For Adam Vine, one of the founders of Cage-Free Cannabis (CFC), told me later that he didn’t believe white legacy farmers should be included in racial equity discussions.

Vine said that “those smaller farmers are victims of legalization rather than prohibition,” and they are being stifled by regulations, not by racially discriminatory policy. Vine feels California should “set up a new program for them and reconstitute the acreage cap,” but “our focus needs to be repairing the damage of past policies,” and through reparative justice “we will find everyone will be included.” 

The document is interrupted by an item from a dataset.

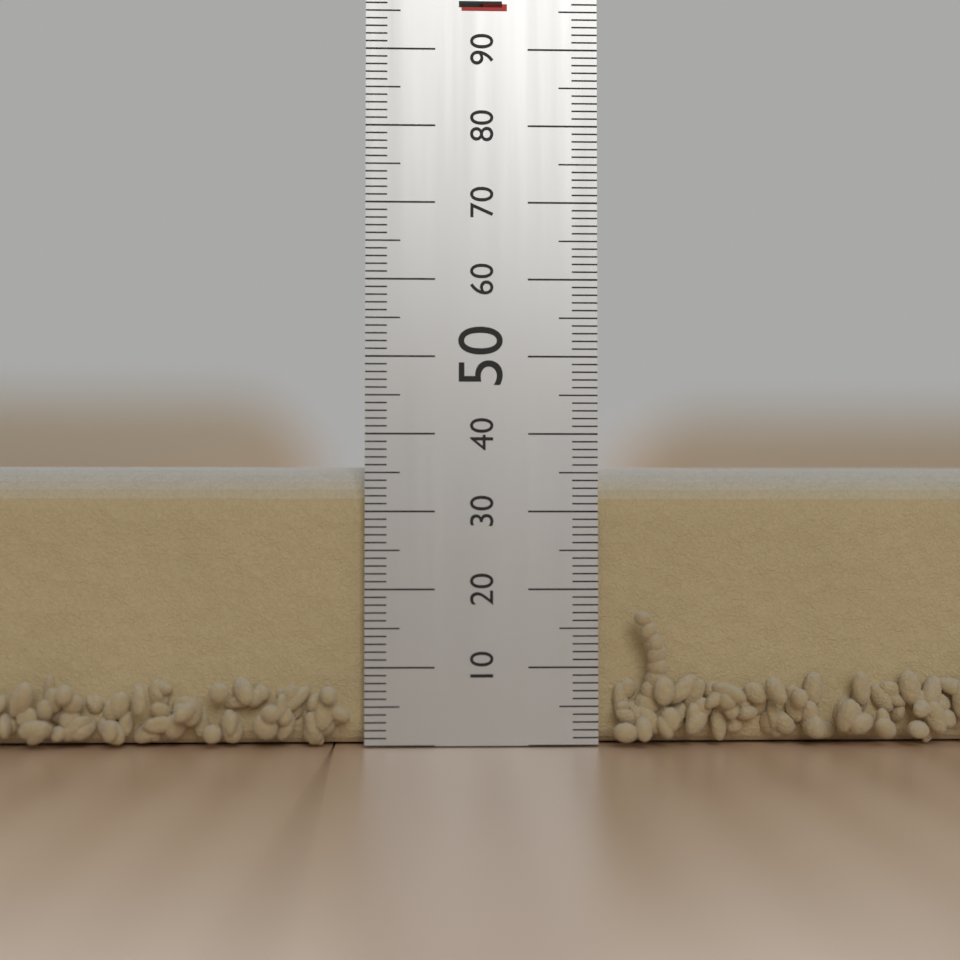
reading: 36 mm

Freeing Cannabis From The Cage

Not even two hours after Blake left the stage, Vine was joined by a former judge and an attorney for a panel on “Legalization and the Forgotten Victims of Prohibition.” Vine has a lengthy career of activism at the intersection of media, politics and social justice, including producing media and participatory direct actions in support of voting rights, sentencing reform, juvenile justice and immigration reform. CFC is a pair of organizations (Cage-Free Cannabis and Cage-Free Repair) working together, using a hybrid non-profit model. CFC has four main goals: provide recommendations to cities who want to create equity programs, provide reparative justice to communities around the U.S., help brands develop and execute social responsibility plans and help organize National Expungement Week. 

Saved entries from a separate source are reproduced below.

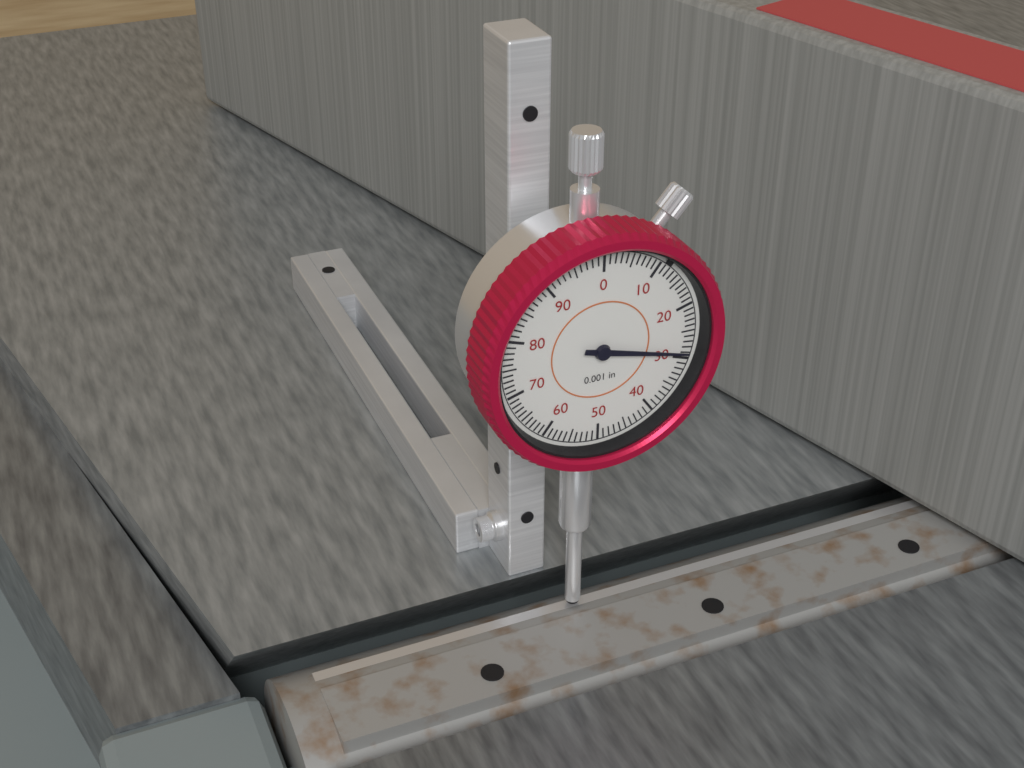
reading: 0.029 in
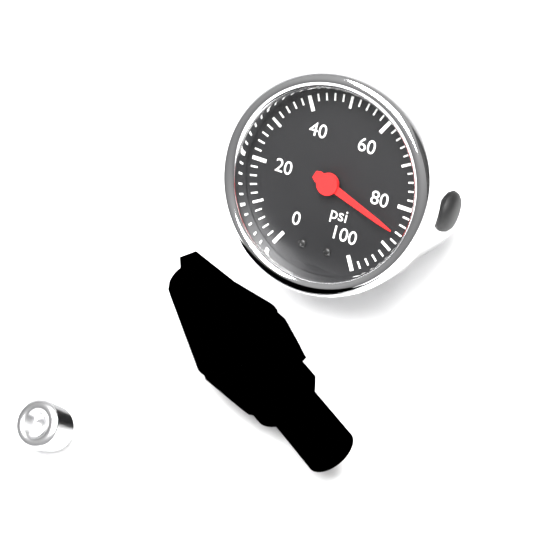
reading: 86 psi
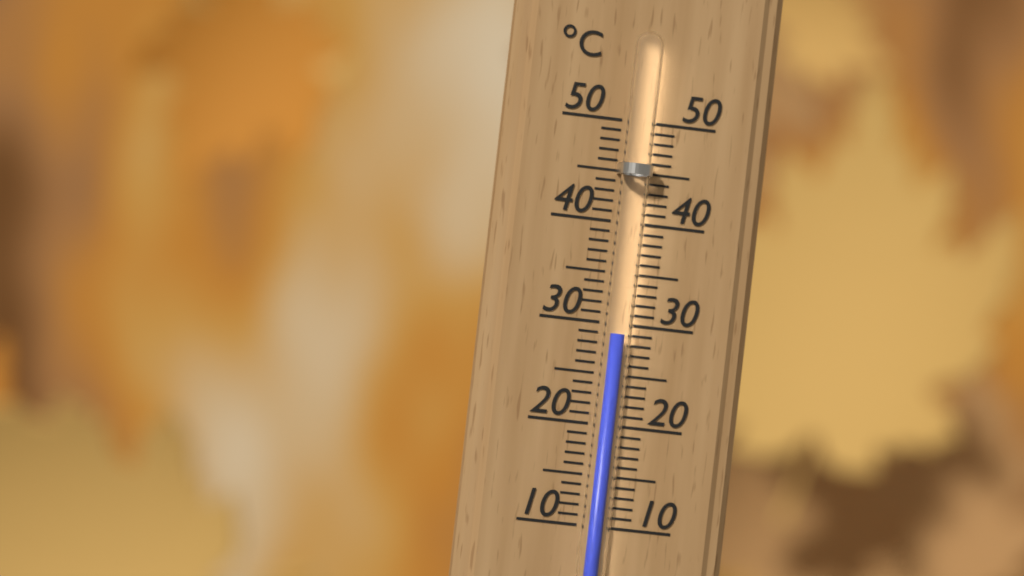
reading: 29 °C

Vine says their equity recommendations “were written when only Oakland’s program had begun” and were a useful tool for “advocacy in Los Angeles both with the city and the county.” While equity programs have spread around the state and the country, Vine says they remain “underfunded and under-resourced and until they are adequately supported I doubt they will be effective.”

Complicating matters, Vine says that “so much of equity in cannabis comes down to things that are outside of cannabis, like real estate.” Some suggestions he had for cities who want to support equity applicants is to provide “help with rent, banking and legal support.”

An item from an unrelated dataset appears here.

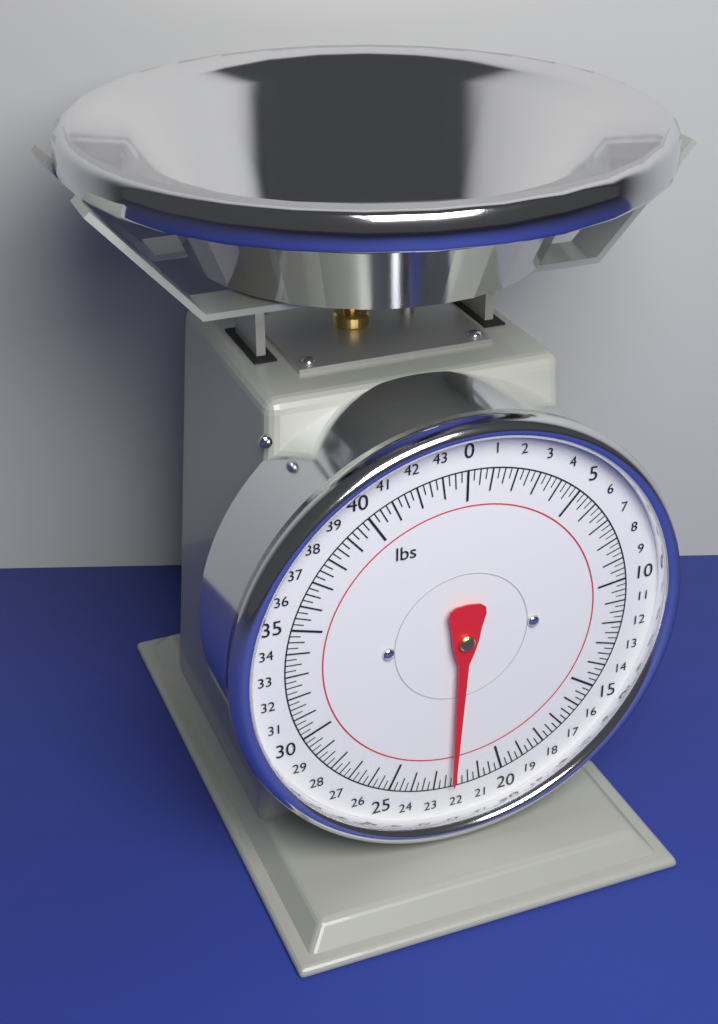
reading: 22.25 lbs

 In October, CFC worked with a “coalition of grassroots cannabis justice organizations” to put on the first ever National Expungement Week, providing free legal relief in fifteen cities, nine states and Washington, D.C. While they did have some adult-use states like California and Colorado, they also were in Michigan (which was just about to vote to become an adult-use state), Illinois (which has a medical program but also is heading towards adult use), and even Georgia (which has a barely functional CBD-only program). What made the National Expungement Week unique was that, according to Vine, “it was focused on more than simply cannabis convictions, whatever people had that was eligible we helped them with.”

One of the big benefits to come from the National Expungement Week was the creation of CFC’s expungement toolkit, which helps guide people through the process of hosting their own expungement event. Vine says they were able to expand that toolkit and translate it into Spanish, with funding support from the Emerald Cup. As it is widely known that the impacts of the War on Drugs have been felt disproportionately by communities of color, Vine feels that “getting this out there in Spanish was a huge priority.”

Their brand consulting work is their newest endeavor, but Vine says they have already “worked with a number of different brands.” Their biggest partnership is a pilot project CFC launched in Seattle a couple of months ago, which Vine says is “a collaboration with a cultivator, a dispensary and a band.” A local cultivator,  Fine Detail Greenway (FDG), grew a strain they named after a band, which got the CFC seal of approval, and was sold at a dispensary who then gave 100 percent of the proceeds back to CFC to “establish a reparative justice program in Seattle.”

TELL US, are you working to make sure the legal cannabis industry is equitable?